Summary

Heather McGhee's opening remarks to the Senate Banking Committee on the state of the American economy and inequality.

Widely shared middle-class prosperity is a signature of American society. It has made America the most hopeful and dynamic country on earth and it is a foundation of strong democracy.

Yet today, America’s middle class is in trouble—and those troubles long preceded the financial crash of 2008 and the downturn that followed. As a result of major economic and policy changes over the past three decades, the traditional routes into the middle class have become more difficult to travel and security has eroded for those already in the middle class. Many jobs do not pay enough to cover basic living expenses, much less allow workers to save money and build assets for the future. In fact, a quarter of full-time working-age adults are still not earning enough money to meet economic needs like housing, utilities, food, health care, and transportation for themselves or their families.

A college education has become ever more critical to moving up the income ladder—even as it has also become less affordable and the earning power of a college degree has stagnated. Building significant wealth assets for retirement or to help the next generation remains an impossible dream for millions. Many households are instead mired in debt. In short, too many people who play by the rules and do everything right find that they cannot climb into the middle class—or stay there.

The hard economic times of the past few years have compounded the long accumulating challenges facing the middle class. Jobs are harder to come by amid extended high unemployment. Many jobs lost during the recession may never come back as a result of corporate policies that have eliminated jobs, moved them overseas, or replaced people with technology. The nation’s new jobs disproportionately offer lower wages and fewer benefits than those they replaced.

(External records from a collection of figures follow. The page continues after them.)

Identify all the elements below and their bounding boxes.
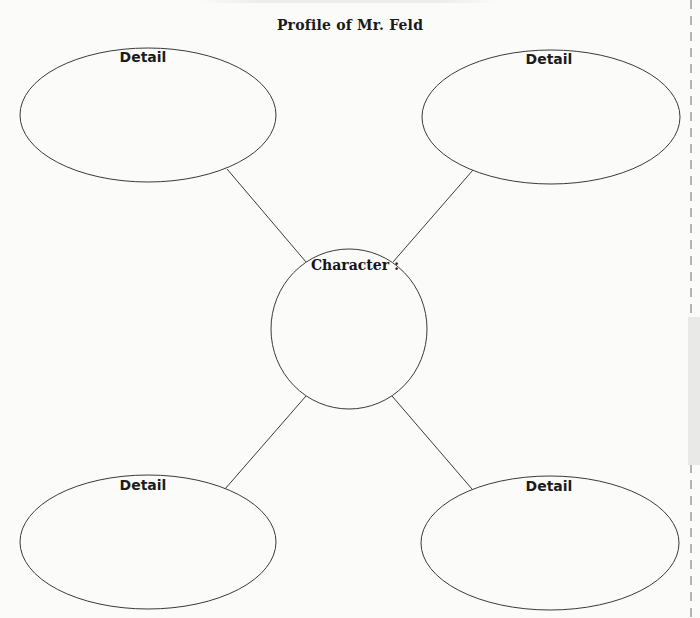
detail-ellipse-top-left[interactable] [20,48,276,182]
connector-bottom-right [392,396,472,489]
detail-label-top-right: Detail [499,51,599,67]
character-web-diagram [0,0,700,618]
character-label: Character : [299,257,411,273]
right-edge-shade [688,317,700,465]
connector-top-left [227,169,306,262]
character-circle[interactable] [271,249,427,409]
detail-ellipse-top-right[interactable] [422,50,680,184]
detail-ellipse-bottom-right[interactable] [421,476,679,610]
detail-label-bottom-right: Detail [499,478,599,494]
detail-label-top-left: Detail [93,49,193,65]
detail-ellipse-bottom-left[interactable] [20,475,276,609]
connector-top-right [393,170,473,262]
connector-bottom-left [225,396,306,489]
detail-label-bottom-left: Detail [93,477,193,493]
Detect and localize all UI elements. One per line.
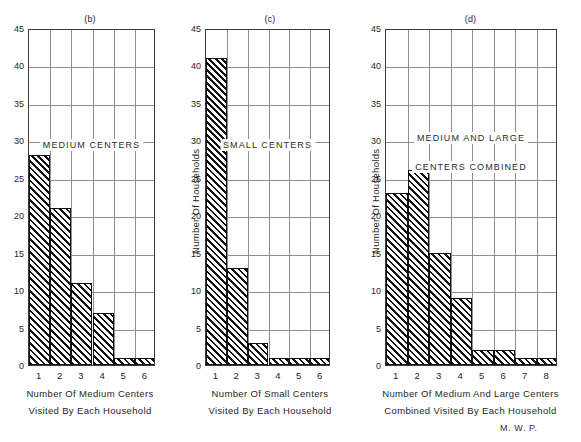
- x-axis-caption-line-2: Visited By Each Household: [180, 405, 360, 416]
- y-tick-label: 45: [371, 25, 381, 34]
- y-tick-label: 30: [191, 137, 201, 146]
- y-tick-label: 10: [14, 287, 24, 296]
- y-tick-label: 10: [371, 287, 381, 296]
- x-tick-label-3: 3: [436, 371, 441, 381]
- y-tick-label: 25: [14, 174, 24, 183]
- y-tick-label: 30: [371, 137, 381, 146]
- y-axis-title: Number Of Households: [190, 148, 201, 253]
- panel-d: (d) MEDIUM AND LARGECENTERS COMBINED0510…: [360, 0, 581, 442]
- panel-b: (b) MEDIUM CENTERS0510152025303540451234…: [0, 0, 180, 442]
- x-tick-label-6: 6: [501, 371, 506, 381]
- x-axis-caption-line-2: Visited By Each Household: [0, 405, 180, 416]
- x-tick-label-6: 6: [142, 371, 147, 381]
- x-tick-label-4: 4: [275, 371, 280, 381]
- y-tick-label: 40: [371, 62, 381, 71]
- panel-c: (c) SMALL CENTERS05101520253035404512345…: [180, 0, 360, 442]
- bar-1: [386, 193, 408, 365]
- plot-annotation-1: SMALL CENTERS: [220, 139, 315, 151]
- bar-3: [71, 283, 92, 365]
- y-tick-label: 20: [14, 212, 24, 221]
- y-tick-label: 35: [14, 99, 24, 108]
- y-tick-label: 45: [191, 25, 201, 34]
- bar-series: [206, 30, 329, 365]
- y-tick-label: 0: [19, 362, 24, 371]
- plot-area-b: [28, 29, 155, 366]
- bar-1: [29, 155, 50, 365]
- figure-signature: M. W. P.: [500, 423, 538, 433]
- x-tick-label-5: 5: [296, 371, 301, 381]
- y-tick-label: 5: [19, 324, 24, 333]
- y-tick-label: 40: [14, 62, 24, 71]
- y-tick-label: 5: [196, 324, 201, 333]
- x-axis-caption-line-1: Number Of Medium And Large Centers: [360, 388, 581, 399]
- y-tick-label: 45: [14, 25, 24, 34]
- bar-5: [472, 350, 494, 365]
- y-axis-title: Number Of Households: [370, 148, 381, 253]
- bar-2: [50, 208, 71, 365]
- bar-4: [93, 313, 114, 365]
- y-axis-ticks: 051015202530354045: [4, 29, 24, 366]
- x-tick-label-2: 2: [234, 371, 239, 381]
- x-tick-label-6: 6: [317, 371, 322, 381]
- y-tick-label: 40: [191, 62, 201, 71]
- bar-4: [269, 358, 290, 365]
- plot-annotation-1: MEDIUM CENTERS: [40, 139, 143, 151]
- x-axis-caption-line-2: Combined Visited By Each Household: [360, 405, 581, 416]
- panel-d-title: (d): [360, 14, 581, 24]
- x-tick-label-2: 2: [415, 371, 420, 381]
- y-tick-label: 35: [371, 99, 381, 108]
- x-tick-label-8: 8: [544, 371, 549, 381]
- x-axis-caption-line-1: Number Of Medium Centers: [0, 388, 180, 399]
- bar-2: [227, 268, 248, 365]
- bar-1: [206, 58, 227, 365]
- x-tick-label-3: 3: [254, 371, 259, 381]
- bar-5: [289, 358, 310, 365]
- x-tick-label-2: 2: [57, 371, 62, 381]
- bar-2: [408, 170, 430, 365]
- x-axis-caption-line-1: Number Of Small Centers: [180, 388, 360, 399]
- x-tick-label-4: 4: [458, 371, 463, 381]
- y-tick-label: 5: [376, 324, 381, 333]
- plot-annotation-2: CENTERS COMBINED: [412, 161, 530, 173]
- bar-6: [135, 358, 155, 365]
- bar-3: [429, 253, 451, 365]
- y-tick-label: 10: [191, 287, 201, 296]
- y-tick-label: 30: [14, 137, 24, 146]
- bar-6: [310, 358, 330, 365]
- x-tick-label-5: 5: [121, 371, 126, 381]
- plot-area-c: [205, 29, 330, 366]
- x-tick-label-1: 1: [393, 371, 398, 381]
- plot-area-d: [385, 29, 557, 366]
- bar-series: [386, 30, 556, 365]
- y-tick-label: 0: [196, 362, 201, 371]
- bar-3: [248, 343, 269, 365]
- x-tick-label-1: 1: [213, 371, 218, 381]
- x-tick-label-4: 4: [99, 371, 104, 381]
- y-tick-label: 0: [376, 362, 381, 371]
- bar-5: [114, 358, 135, 365]
- x-tick-label-7: 7: [522, 371, 527, 381]
- y-tick-label: 15: [14, 249, 24, 258]
- plot-annotation-1: MEDIUM AND LARGE: [414, 132, 528, 144]
- x-tick-label-3: 3: [78, 371, 83, 381]
- bar-6: [494, 350, 516, 365]
- bar-4: [451, 298, 473, 365]
- bar-8: [537, 358, 558, 365]
- bar-series: [29, 30, 154, 365]
- histogram-figure: (b) MEDIUM CENTERS0510152025303540451234…: [0, 0, 581, 442]
- bar-7: [515, 358, 537, 365]
- panel-b-title: (b): [0, 14, 180, 24]
- x-tick-label-1: 1: [36, 371, 41, 381]
- panel-c-title: (c): [180, 14, 360, 24]
- x-tick-label-5: 5: [479, 371, 484, 381]
- y-tick-label: 35: [191, 99, 201, 108]
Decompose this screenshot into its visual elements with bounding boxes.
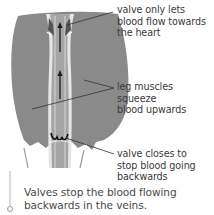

The dream of homeownership has turned into a nightmare for millions of Americans who have lost their homes to foreclosure or now find themselves owing more on their mortgages than their homes are worth. Retirement savings accounts were hit hard by the stock market plunge of 2008-2009. Government investments in education and job training have declined amid draconian budget cuts and hundreds of thousands of once secure jobs in the public sector have been eliminated.

America’s economy has been an awesome engine of wealth creation in the past thirty years, but the new prosperity has disproportionately gone to the wealthiest. Between 1979 and 2007, according to the Congressional Budget Office, American households in the highest-paid 1 percent of the income distribution saw after-tax income gains of 275 percent—while the 60 percent of the households in the middle saw their incomes grow by just under 40 percent over this same period. And, according to much research, social mobility – the very essence of the American idea – has stagnated or declined in the United States, with many young people struggling to replicate their parents’ standard of living. For example, young men are earning 10 cents per dollar less than their fathers did 30 years ago, according to research from Demos. A persistent and growing racial wealth gap, with historic inequities and injustices exacerbated by the recent iniquity of predatory lending, restricts opportunity for people of color to join or remain part of the nation’s middle class. Princeton economist Alan Krueger observes that the economic data “challenge the notion that the United States is an exceptionally mobile society. If the United States stands out in comparison with other countries, it is in having a more static distribution of income across generations with fewer opportunities for advancement.”

A host of public policy choices created this state of affairs – including tax cuts that disproportionately benefitted the wealthy, financial deregulation, state divestment in public higher education, and decisions to let the minimum wage stagnate, to name only a few – and things are likely to get worse without major policy corrections. The long-term trends that have moved America toward a postindustrial service economy are here to stay and, in fact, have accelerated during the economic downturn. Over the next two decades, the Department of Labor projects that the largest job growth will be in low-wage jobs offering little opportunity for advancement and that do not offer health insurance or pay enough to allow workers to put money toward home equity and retirement savings. Meanwhile, most of the good jobs that are created will require a post-secondary education that is likely to remain out of reach for millions as college tuition costs continue to rise.

Even as structural changes have imperiled the middle class, national action has been lacking. Over recent decades, many political leaders have failed to reckon with a basic fact of the new economic era – for millions of Americans, no amount of individual effort or self-improvement or thrift can guarantee a secure middle-class life. The American social contract – a promise of opportunity and security for those who act responsibly – is fundamentally broken.

Dramatic new public policy initiatives are needed to accomplish two broad interrelated goals: to ensure that all Americans have a chance to move into the middle class and, second, to ensure greater security for those in the middle class. Such initiatives must move far beyond incremental measures and be of sufficient scale to permanently address the economic insecurities of what is now a vast number of U.S. households.